Window shopping in Venice is one treat after another. Numerous windows display masks or glass work, I thought this owl caught both.
I promised a window-shopping trip in Venice so window-shopping we will go. Staring in store windows is fun. In addition to people watching, it falls under the category of vicarious pleasure. And it’s free. Of course the shop owners have other objectives in mind.
Venice does a fabulous job with window displays. We saw mouth-watering pastries, chocolate fantasies, clunky shoes, a bejeweled rear end, and an interesting ceramic cow.

I am sure these clunky shoes are stylish even though I don’t get it. I do get that I would hesitate to get in an argument with the woman wearing them.

This 440 euro butt sculpture challenged my imagination like the shoes above. I did find the glass beadwork fun, however.
What impressed me the most about the window displays in Venice were those featuring glassware and masks. Both reach back into the city’s ancient history.
How many places can claim they have been “supplying quality glass products since 1291”? That’s the year that a Venice made of wood required all of its glass makers to move to the island of Murano in the Venice Lagoon. Community leaders feared that the glass making process would burn the city down. Venice quickly became the center of Europe’s trade in beautiful glass objects.
The upside for the glass makers was that they were invited into the highest ranks of Venetian society. The downside was they were threatened with having their hands chopped off or assassination if they moved and took their talents elsewhere.

I liked this Venice window display because it captured different types of glass work including the elephant and shows off various techniques of coloring glass.
Venetians apparently carried out numerous activities they felt were best done while wearing masks. For example, in 1339 Venice passed a law that forbid inhabitants from visiting nun convents while wearing masks. One can only wonder… During plague times doctors wore long nose masks they believed protected them from the disease. Not. Today masks are a central part of the Carnival of Venice that ends on Shrove Tuesday (Mardi Gras).

The masks of Venice can also be a bit on the scary side such as this mask of Medusa. Note the masks on the snake heads. See no evil, hear no evil, smell no evil, speak no evil? (Photo by Peggy Mekemson.)

This mask making shop had their creations lined up assembly line style. Their eerie see through character of the pre painted masks made me think of them as ghosts.

This type of mask was worn by doctors when Venice was suffering through the plague. I am not sure whether the doctors thought they were hiding from the plague or scaring it away.

The faun-like character of this mask is obvious. Once again, it displays the incredible detail of many of the Venetian masks.

I will conclude with this modern mask of part man and part machine… a scary prediction of the future or steampunk?
NEXT BLOG: I will take a one blog break from Europe to explore how steampunk is impacting Burning Man. (The masks reminded me of the event.) After I revisit the annual event that takes place in the northern Nevada desert, I will begin my series on Pompei.
Your pictures are, as always, fabulous. The shoes and the beaded bottom are…errm…interesting. The blown glass and the masks, however, are incredible. I could easily see myself as Godzilla laying waste to that mouth-watering chocolate town!
Love the image of you as Godzilla doing in the chocolate town. Crunch!
Oh wow, I could spend all day just window shopping.. everything so bright and funky.. I would love to have a few of those masks for decorations at home.. and those shoes? well, let’s say they look dangerous 🙂
The masks should work well for your move to New Orleans!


### [Requirement]
In the records below, reproduce exactly the lines from the one containing "Image is 868x473 pixels." through the one containing "Image is 697x354 pixels.", both included, and omit the pictures.

[[ The input, beginning ]]

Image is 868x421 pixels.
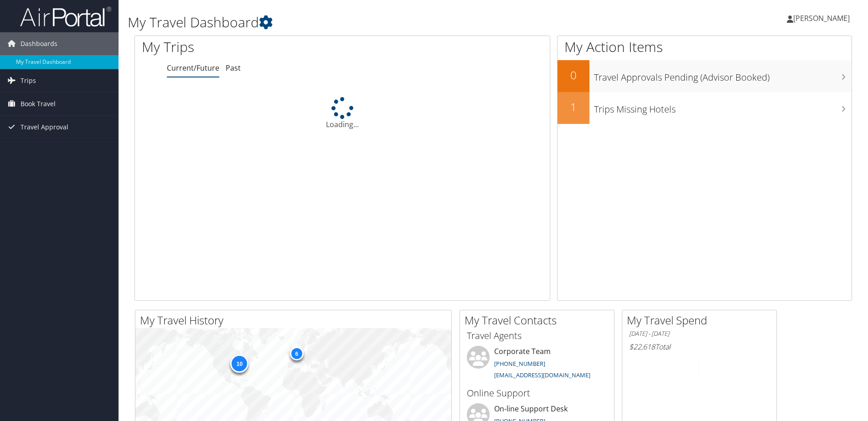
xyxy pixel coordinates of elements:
[557,92,852,124] a: 1Trips Missing Hotels
[629,341,769,351] h6: Total
[557,99,589,114] h2: 1
[290,347,303,360] div: 6
[793,14,850,24] span: [PERSON_NAME]
[464,312,614,328] h2: My Travel Contacts
[20,6,111,27] img: airportal-logo.png
[629,329,769,338] h6: [DATE] - [DATE]
[557,37,852,56] h1: My Action Items
[557,60,852,92] a: 0Travel Approvals Pending (Advisor Booked)
[786,5,859,32] a: [PERSON_NAME]
[230,354,249,372] div: 10
[167,63,219,73] a: Current/Future
[629,341,655,351] span: $22,618
[135,97,549,130] div: Loading...
[626,312,776,328] h2: My Travel Spend
[467,329,607,342] h3: Travel Agents
[21,115,68,139] span: Travel Approval
[21,93,55,115] span: Book Travel
[594,66,852,83] h3: Travel Approvals Pending (Advisor Booked)
[21,69,36,92] span: Trips
[557,67,589,83] h2: 0
[594,98,852,115] h3: Trips Missing Hotels
[494,359,545,367] a: [PHONE_NUMBER]
[140,312,451,328] h2: My Travel History
[462,346,612,383] li: Corporate Team
[21,33,57,55] span: Dashboards
[467,387,607,399] h3: Online Support
[225,63,241,73] a: Past
[142,37,370,56] h1: My Trips
[494,371,590,379] a: [EMAIL_ADDRESS][DOMAIN_NAME]
[128,13,615,32] h1: My Travel Dashboard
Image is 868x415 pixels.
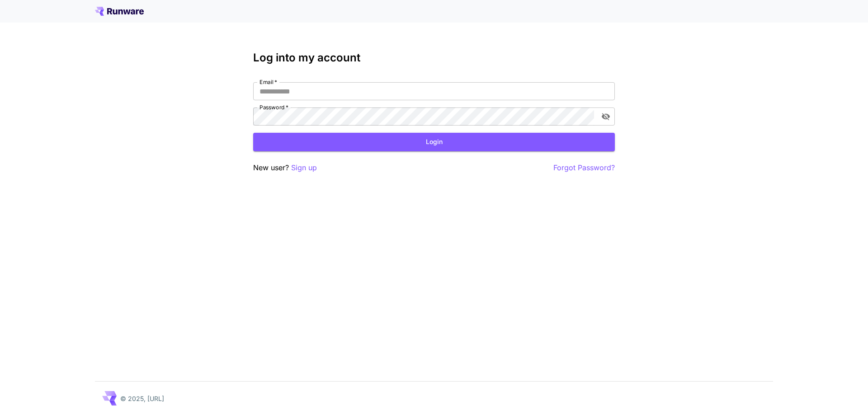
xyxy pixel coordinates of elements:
[291,162,317,173] button: Sign up
[597,108,614,125] button: toggle password visibility
[253,133,615,152] button: Login
[121,394,164,404] p: © 2025, [URL]
[553,162,615,173] button: Forgot Password?
[253,51,615,64] h3: Log into my account
[259,103,289,111] label: Password
[259,78,277,86] label: Email
[253,162,317,173] p: New user?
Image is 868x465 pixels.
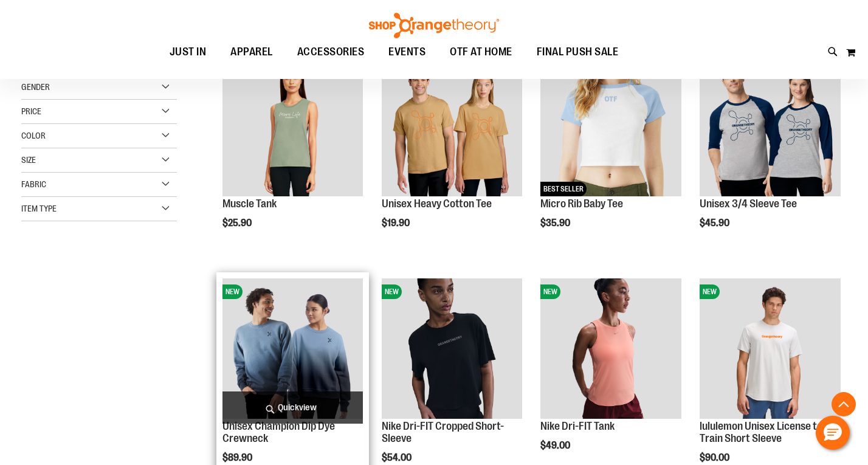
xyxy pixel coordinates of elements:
a: Micro Rib Baby Tee [540,198,623,210]
span: $25.90 [223,218,253,229]
a: lululemon Unisex License to Train Short Sleeve [699,420,822,445]
a: Nike Dri-FIT Tank [540,420,614,432]
span: $89.90 [223,453,254,464]
span: ACCESSORIES [297,38,364,66]
a: FINAL PUSH SALE [524,38,631,66]
div: product [534,49,687,259]
span: $19.90 [381,218,411,229]
a: Unisex Champion Dip Dye CrewneckNEW [223,279,363,421]
a: Nike Dri-FIT Cropped Short-SleeveNEW [381,279,522,421]
img: Nike Dri-FIT Cropped Short-Sleeve [381,279,522,419]
span: Price [21,106,42,116]
span: Color [21,131,46,141]
img: lululemon Unisex License to Train Short Sleeve [699,279,841,419]
span: EVENTS [388,38,426,66]
span: Item Type [21,204,57,214]
a: Unisex 3/4 Sleeve TeeNEW [699,55,841,198]
span: Fabric [21,180,46,189]
span: BEST SELLER [540,182,586,197]
a: Micro Rib Baby TeeNEWBEST SELLER [540,55,681,198]
div: product [694,49,847,259]
a: Unisex 3/4 Sleeve Tee [699,198,796,210]
a: JUST IN [157,38,219,66]
span: $90.00 [699,453,731,464]
span: FINAL PUSH SALE [537,38,619,66]
a: Muscle TankNEW [223,55,363,198]
span: NEW [540,285,560,299]
a: APPAREL [218,38,285,66]
span: NEW [223,285,243,299]
img: Unisex Heavy Cotton Tee [381,55,522,197]
a: ACCESSORIES [285,38,377,66]
div: product [375,49,528,259]
button: Back To Top [832,392,856,417]
button: Hello, have a question? Let’s chat. [815,416,850,450]
img: Unisex 3/4 Sleeve Tee [699,55,841,197]
span: JUST IN [170,38,207,66]
a: Muscle Tank [223,198,277,210]
a: Nike Dri-FIT TankNEW [540,279,681,421]
div: product [216,49,370,259]
span: NEW [381,285,401,299]
a: EVENTS [376,38,437,66]
span: Size [21,155,36,165]
img: Micro Rib Baby Tee [540,55,681,197]
span: Gender [21,82,50,92]
span: $54.00 [381,453,413,464]
img: Muscle Tank [223,55,363,197]
span: $45.90 [699,218,731,229]
span: $35.90 [540,218,572,229]
a: Nike Dri-FIT Cropped Short-Sleeve [381,420,504,445]
a: OTF AT HOME [437,38,524,66]
a: lululemon Unisex License to Train Short SleeveNEW [699,279,841,421]
span: NEW [699,285,720,299]
a: Unisex Heavy Cotton TeeNEW [381,55,522,198]
img: Nike Dri-FIT Tank [540,279,681,419]
a: Unisex Champion Dip Dye Crewneck [223,420,335,445]
span: OTF AT HOME [450,38,512,66]
img: Unisex Champion Dip Dye Crewneck [223,279,363,419]
span: $49.00 [540,440,572,451]
span: APPAREL [230,38,273,66]
a: Quickview [223,391,363,424]
a: Unisex Heavy Cotton Tee [381,198,492,210]
img: Shop Orangetheory [367,13,501,38]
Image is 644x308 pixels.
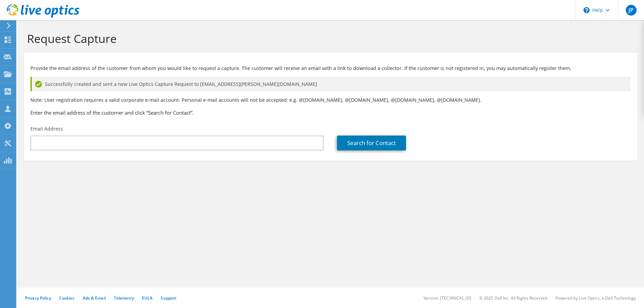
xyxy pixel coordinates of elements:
span: JP [626,5,636,16]
a: Search for Contact [337,135,406,150]
span: Successfully created and sent a new Live Optics Capture Request to [EMAIL_ADDRESS][PERSON_NAME][D... [45,80,317,88]
p: Provide the email address of the customer from whom you would like to request a capture. The cust... [31,65,630,72]
li: Version: [TECHNICAL_ID] [424,295,471,301]
h1: Request Capture [27,31,630,46]
h3: Enter the email address of the customer and click “Search for Contact”. [31,109,630,116]
a: Cookies [59,295,75,301]
a: Support [161,295,177,301]
li: © 2025 Dell Inc. All Rights Reserved [479,295,547,301]
a: Privacy Policy [25,295,51,301]
label: Email Address [31,126,63,132]
svg: \n [583,7,590,13]
a: Ads & Email [83,295,106,301]
a: Telemetry [114,295,134,301]
li: Powered by Live Optics, a Dell Technology [555,295,636,301]
p: Note: User registration requires a valid corporate e-mail account. Personal e-mail accounts will ... [31,96,630,104]
a: EULA [142,295,152,301]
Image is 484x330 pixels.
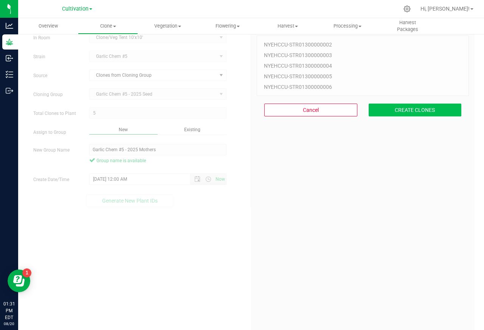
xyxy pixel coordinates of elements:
[264,104,357,117] button: Cancel
[62,6,89,12] span: Cultivation
[28,110,84,117] label: Total Clones to Plant
[184,127,200,132] span: Existing
[28,53,84,60] label: Strain
[3,321,15,327] p: 08/20
[90,70,217,81] span: Clones from Cloning Group
[28,176,84,183] label: Create Date/Time
[318,18,378,34] a: Processing
[8,270,30,292] iframe: Resource center
[258,23,317,30] span: Harvest
[28,72,84,79] label: Source
[28,23,68,30] span: Overview
[28,34,84,41] label: In Room
[6,38,13,46] inline-svg: Grow
[318,23,377,30] span: Processing
[119,127,128,132] span: New
[28,147,84,154] label: New Group Name
[89,157,227,164] span: Group name is available
[22,269,31,278] iframe: Resource center unread badge
[102,198,158,204] span: Generate New Plant IDs
[78,18,138,34] a: Clone
[6,71,13,78] inline-svg: Inventory
[86,194,173,207] button: Generate New Plant IDs
[402,5,412,12] div: Manage settings
[6,22,13,30] inline-svg: Analytics
[198,23,257,30] span: Flowering
[214,174,227,185] span: Set Current date
[6,87,13,95] inline-svg: Outbound
[138,18,198,34] a: Vegetation
[28,91,84,98] label: Cloning Group
[369,104,462,117] button: CREATE CLONES
[421,6,470,12] span: Hi, [PERSON_NAME]!
[198,18,258,34] a: Flowering
[3,301,15,321] p: 01:31 PM EDT
[6,54,13,62] inline-svg: Inbound
[202,176,215,182] span: Open the time view
[138,23,197,30] span: Vegetation
[378,18,437,34] a: Harvest Packages
[191,176,204,182] span: Open the date view
[89,144,227,155] input: e.g. CR1-2017-01-01
[18,18,78,34] a: Overview
[28,129,84,136] label: Assign to Group
[378,19,437,33] span: Harvest Packages
[78,23,137,30] span: Clone
[258,18,318,34] a: Harvest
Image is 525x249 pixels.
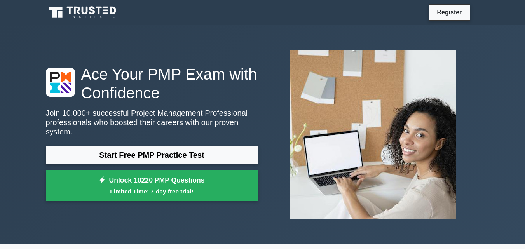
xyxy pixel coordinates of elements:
[46,170,258,201] a: Unlock 10220 PMP QuestionsLimited Time: 7-day free trial!
[46,146,258,164] a: Start Free PMP Practice Test
[56,187,248,196] small: Limited Time: 7-day free trial!
[432,7,467,17] a: Register
[46,65,258,102] h1: Ace Your PMP Exam with Confidence
[46,108,258,136] p: Join 10,000+ successful Project Management Professional professionals who boosted their careers w...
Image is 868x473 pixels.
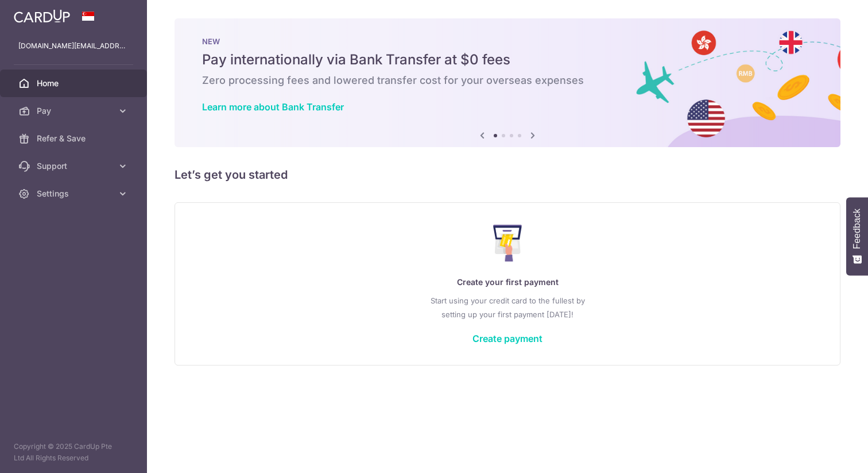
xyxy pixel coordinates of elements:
[37,188,112,199] span: Settings
[852,209,862,249] span: Feedback
[473,332,542,344] a: Create payment
[198,294,817,321] p: Start using your credit card to the fullest by setting up your first payment [DATE]!
[846,197,868,275] button: Feedback - Show survey
[175,18,840,147] img: Bank transfer banner
[37,105,112,117] span: Pay
[18,40,129,52] p: [DOMAIN_NAME][EMAIL_ADDRESS][DOMAIN_NAME]
[26,8,50,18] span: Help
[37,160,112,172] span: Support
[37,132,112,144] span: Refer & Save
[175,165,840,184] h5: Let’s get you started
[202,73,813,87] h6: Zero processing fees and lowered transfer cost for your overseas expenses
[202,37,813,46] p: NEW
[202,101,344,113] a: Learn more about Bank Transfer
[14,9,70,23] img: CardUp
[493,224,522,261] img: Make Payment
[37,77,112,89] span: Home
[198,275,817,289] p: Create your first payment
[202,50,813,69] h5: Pay internationally via Bank Transfer at $0 fees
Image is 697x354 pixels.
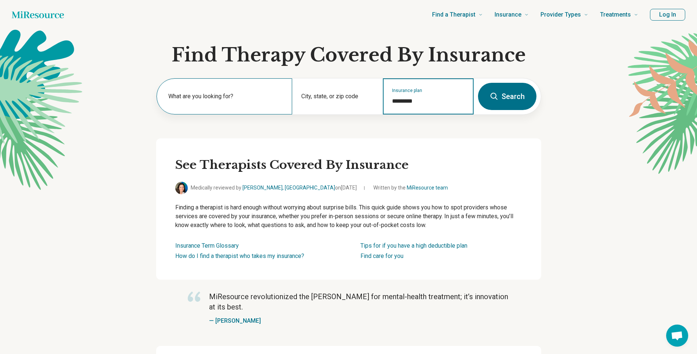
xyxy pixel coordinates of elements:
a: Find care for you [361,252,404,259]
button: Log In [650,9,686,21]
span: on [DATE] [335,185,357,190]
span: Written by the [373,184,448,192]
a: Home page [12,7,64,22]
span: Provider Types [541,10,581,20]
a: How do I find a therapist who takes my insurance? [175,252,304,259]
a: Tips for if you have a high deductible plan [361,242,468,249]
h2: See Therapists Covered By Insurance [175,157,522,173]
span: Treatments [600,10,631,20]
label: What are you looking for? [168,92,284,101]
a: [PERSON_NAME], [GEOGRAPHIC_DATA] [243,185,335,190]
a: Insurance Term Glossary [175,242,239,249]
span: Medically reviewed by [191,184,357,192]
span: Find a Therapist [432,10,476,20]
p: — [PERSON_NAME] [209,316,510,325]
div: Open chat [666,324,689,346]
h1: Find Therapy Covered By Insurance [156,44,541,66]
span: Insurance [495,10,522,20]
button: Search [478,83,537,110]
a: MiResource team [407,185,448,190]
p: Finding a therapist is hard enough without worrying about surprise bills. This quick guide shows ... [175,203,522,229]
p: MiResource revolutionized the [PERSON_NAME] for mental-health treatment; it’s innovation at its b... [209,291,510,312]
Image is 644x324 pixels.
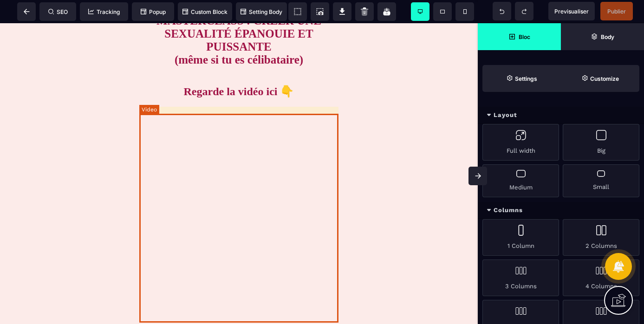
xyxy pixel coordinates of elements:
strong: Customize [590,75,618,82]
div: Layout [478,107,644,124]
span: Open Blocks [478,23,561,50]
span: Preview [548,2,594,21]
h2: Regarde la vidéo ici 👇 [139,57,338,79]
strong: Settings [515,75,537,82]
div: 3 Columns [482,259,559,296]
span: Settings [482,65,561,92]
div: 1 Column [482,219,559,255]
span: Screenshot [310,2,329,21]
strong: Bloc [518,33,530,40]
span: Setting Body [240,8,282,15]
span: Open Layer Manager [561,23,644,50]
span: Publier [607,8,626,15]
span: Open Style Manager [561,65,639,92]
span: Tracking [88,8,120,15]
span: Popup [141,8,166,15]
span: Custom Block [182,8,228,15]
div: Columns [478,202,644,219]
span: SEO [48,8,68,15]
div: 2 Columns [563,219,639,255]
span: View components [288,2,307,21]
div: Small [563,164,639,197]
div: 4 Columns [563,259,639,296]
div: Full width [482,124,559,160]
span: Previsualiser [554,8,589,15]
div: Big [563,124,639,160]
strong: Body [600,33,614,40]
div: Medium [482,164,559,197]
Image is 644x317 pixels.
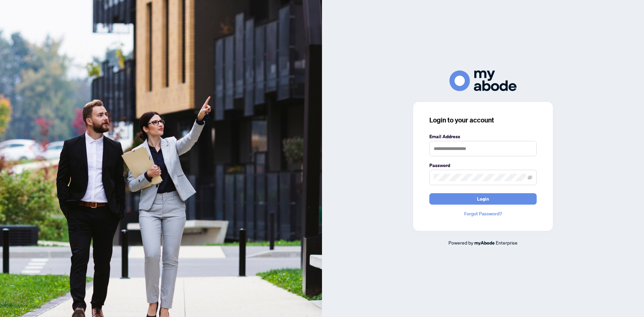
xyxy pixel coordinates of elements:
label: Email Address [429,133,536,140]
span: Powered by [449,239,473,246]
span: Login [477,193,489,204]
button: Login [429,193,536,205]
img: ma-logo [449,71,516,91]
label: Password [429,162,536,169]
a: myAbode [474,239,495,246]
h3: Login to your account [429,115,536,125]
a: Forgot Password? [429,210,536,217]
span: eye-invisible [527,175,532,180]
span: Enterprise [496,239,517,246]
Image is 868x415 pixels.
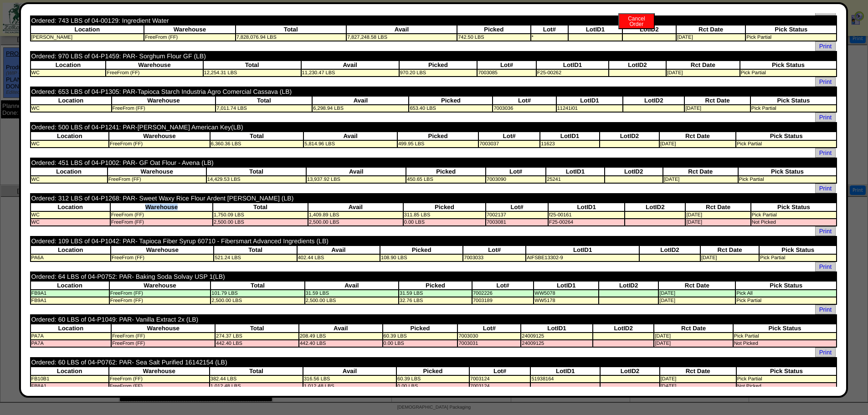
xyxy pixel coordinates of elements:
th: Total [210,367,302,375]
th: Total [207,168,306,175]
td: 2,500.00 LBS [211,298,304,304]
td: WC [31,70,106,76]
td: WC [31,105,111,111]
th: LotID2 [599,281,658,289]
td: 108.90 LBS [381,255,463,261]
td: 521.24 LBS [214,255,296,261]
td: [DATE] [701,255,759,261]
td: 6,298.94 LBS [313,105,408,111]
td: 2,500.00 LBS [308,219,403,226]
td: 1,012.48 LBS [303,383,396,389]
td: Not Picked [737,383,836,389]
td: Pick Partial [737,376,836,382]
th: Warehouse [109,132,210,140]
th: Picked [398,132,478,140]
td: [DATE] [660,383,736,389]
td: [DATE] [686,212,750,218]
td: 11,230.47 LBS [302,70,399,76]
th: LotID2 [624,96,684,105]
th: Avail [298,246,380,253]
th: Picked [384,324,457,332]
td: WC [31,176,107,183]
th: Warehouse [106,61,202,68]
td: FreeFrom (FF) [112,105,216,111]
td: Pick Partial [740,70,836,76]
td: Ordered: 109 LBS of 04-P1042: PAR- Tapioca Fiber Syrup 60710 - Fibersmart Advanced Ingredients (LB) [31,237,700,245]
td: 382.44 LBS [210,376,302,382]
th: LotID2 [593,324,654,332]
td: FreeFrom (FF) [109,383,209,389]
td: F25-00264 [548,219,624,226]
th: Pick Status [760,246,836,253]
th: LotID1 [557,96,623,105]
th: Lot# [493,96,556,105]
td: FB9A1 [31,298,109,304]
td: 402.44 LBS [298,255,380,261]
th: LotID1 [541,132,599,140]
td: 311.85 LBS [404,212,485,218]
td: FreeFrom (FF) [111,333,214,339]
td: Not Picked [733,341,836,347]
td: 970.20 LBS [399,70,477,76]
td: f25-00161 [548,212,624,218]
td: 51938164 [531,376,599,382]
td: FreeFrom (FF) [111,255,214,261]
th: Location [31,168,107,175]
td: PA7A [31,341,111,347]
td: 101.79 LBS [211,290,304,296]
th: Location [31,96,111,105]
td: 31.59 LBS [305,290,398,296]
td: WW5078 [534,290,598,296]
td: F25-00262 [537,70,609,76]
th: LotID2 [625,203,685,211]
td: WC [31,219,110,226]
th: Location [31,324,111,332]
a: Print [815,41,836,51]
td: 6,360.36 LBS [211,141,303,147]
th: Avail [307,168,405,175]
td: 7003189 [472,298,533,304]
td: 25241 [546,176,604,183]
th: LotID1 [569,26,621,33]
th: Rct Date [677,26,745,33]
td: 7,011.74 LBS [216,105,311,111]
td: [DATE] [660,376,736,382]
td: [DATE] [654,333,733,339]
td: 31.59 LBS [399,290,472,296]
td: FreeFrom (FF) [111,341,214,347]
td: FreeFrom (FF) [111,219,212,226]
th: LotID2 [600,132,659,140]
td: 7,827,248.58 LBS [347,34,457,41]
th: Pick Status [740,61,836,68]
td: 24009125 [521,333,593,339]
td: WW5178 [534,298,598,304]
td: FreeFrom (FF) [109,141,210,147]
th: Rct Date [686,203,750,211]
th: Lot# [486,203,548,211]
a: Print [815,113,836,122]
a: Print [815,183,836,193]
td: [DATE] [685,105,750,111]
td: 7003124 [470,376,530,382]
th: Avail [308,203,403,211]
a: Print [815,226,836,236]
th: Location [31,281,109,289]
a: Print [815,77,836,86]
th: Total [204,61,301,68]
td: 7002137 [486,212,548,218]
th: Pick Status [746,26,836,33]
th: Picked [409,96,492,105]
td: 60.39 LBS [397,376,469,382]
th: LotID2 [600,367,660,375]
th: Lot# [531,26,568,33]
th: LotID1 [546,168,604,175]
th: Warehouse [144,26,235,33]
td: FB10B1 [31,376,108,382]
th: Rct Date [660,367,736,375]
th: Warehouse [111,324,214,332]
td: Not Picked [751,219,836,226]
td: [DATE] [654,341,733,347]
td: 653.40 LBS [409,105,492,111]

[[ The input, end ]]

### [Answer to this problem]
Image is 868x473 pixels.
xyxy pixel coordinates of elements:
[37,188,112,199] span: Settings
[852,209,862,249] span: Feedback
[473,332,542,344] a: Create payment
[198,294,817,321] p: Start using your credit card to the fullest by setting up your first payment [DATE]!
[846,197,868,275] button: Feedback - Show survey
[175,18,840,147] img: Bank transfer banner
[37,105,112,117] span: Pay
[18,40,129,52] p: [DOMAIN_NAME][EMAIL_ADDRESS][DOMAIN_NAME]
[26,8,50,18] span: Help
[37,160,112,172] span: Support
[37,132,112,144] span: Refer & Save
[175,165,840,184] h5: Let’s get you started
[202,73,813,87] h6: Zero processing fees and lowered transfer cost for your overseas expenses
[202,37,813,46] p: NEW
[202,101,344,113] a: Learn more about Bank Transfer
[14,9,70,23] img: CardUp
[493,224,522,261] img: Make Payment
[37,77,112,89] span: Home
[198,275,817,289] p: Create your first payment
[202,50,813,69] h5: Pay internationally via Bank Transfer at $0 fees
Image is 697x354 pixels.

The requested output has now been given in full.